To automatically build, from scratch, the language processing component for a speech synthesis system in a new language, a purified text corpora is needed where any words and phrases from other languages are clearly identified or excluded. When using found data and where there is no inherent linguistic knowledge of the language/languages contained in the data, identifying the pure data is a difficult problem. We propose an unsupervised language identification approach based on Latent Dirichlet Allocation where we take the raw n-gram count as features without any smoothing, pruning or interpolation. The Latent Dirichlet Allocation topic model is reformulated for the language identification task and Collapsed Gibbs Sampling is used to train an unsupervised language identification model. In order to find the number of languages present, we compared four kinds of measure and also the Hierarchical Dirichlet process on several configurations of the ECI/UCI benchmark.
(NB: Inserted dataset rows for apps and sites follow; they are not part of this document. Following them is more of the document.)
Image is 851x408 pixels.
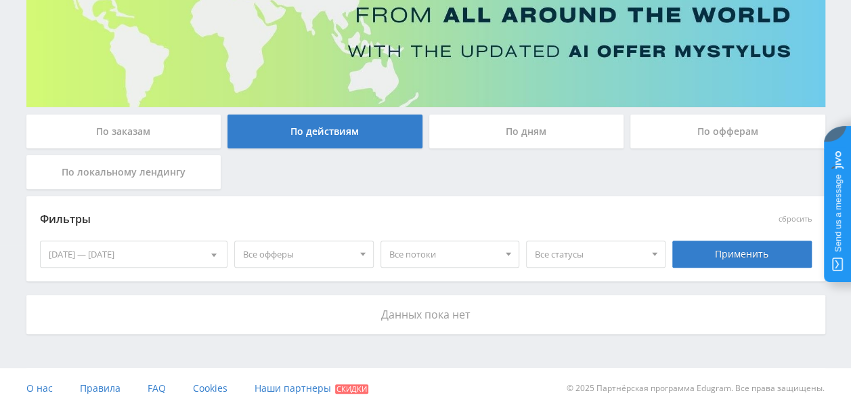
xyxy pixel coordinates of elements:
[148,381,166,394] span: FAQ
[243,241,353,267] span: Все офферы
[630,114,825,148] div: По офферам
[41,241,227,267] div: [DATE] — [DATE]
[26,114,221,148] div: По заказам
[672,240,812,267] div: Применить
[227,114,422,148] div: По действиям
[40,308,812,320] p: Данных пока нет
[40,209,617,230] div: Фильтры
[779,215,812,223] button: сбросить
[80,381,121,394] span: Правила
[535,241,645,267] span: Все статусы
[255,381,331,394] span: Наши партнеры
[389,241,499,267] span: Все потоки
[429,114,624,148] div: По дням
[26,381,53,394] span: О нас
[193,381,227,394] span: Cookies
[335,384,368,393] span: Скидки
[26,155,221,189] div: По локальному лендингу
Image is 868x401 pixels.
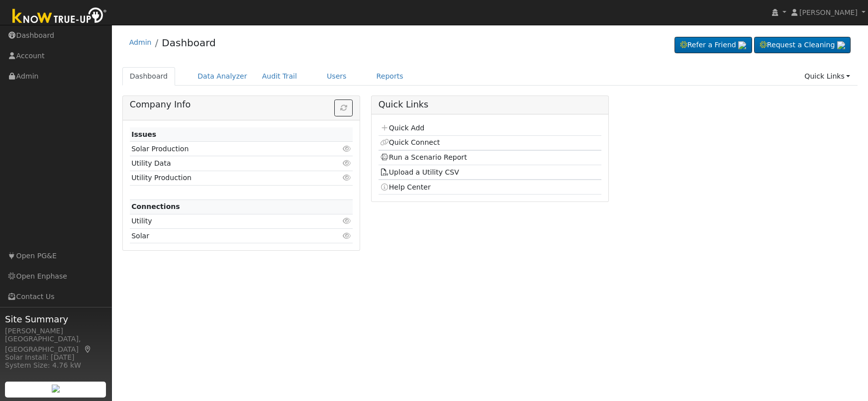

Experiments on the ECI/MCI data and a Wikipedia based Swahili corpus shows this LDA method, without any annotation, has comparable precisions, recalls and F-scores to state of the art supervised language identification techniques.
On the left generative model, we propose an unsupervised language identification approach based on Latent Dirichlet Allocation (LDA-LI) where we take the raw n-gram count as features without any smoothing, pruning or interpolation.Figure optionsDownload as PowerPoint slideAs the right experiments on ECI/MCI benchmark, the LDA-LI has comparable precisions, recalls and F scores to state of the art supervised language identification techniques (langID.py and Guess_language, etc.).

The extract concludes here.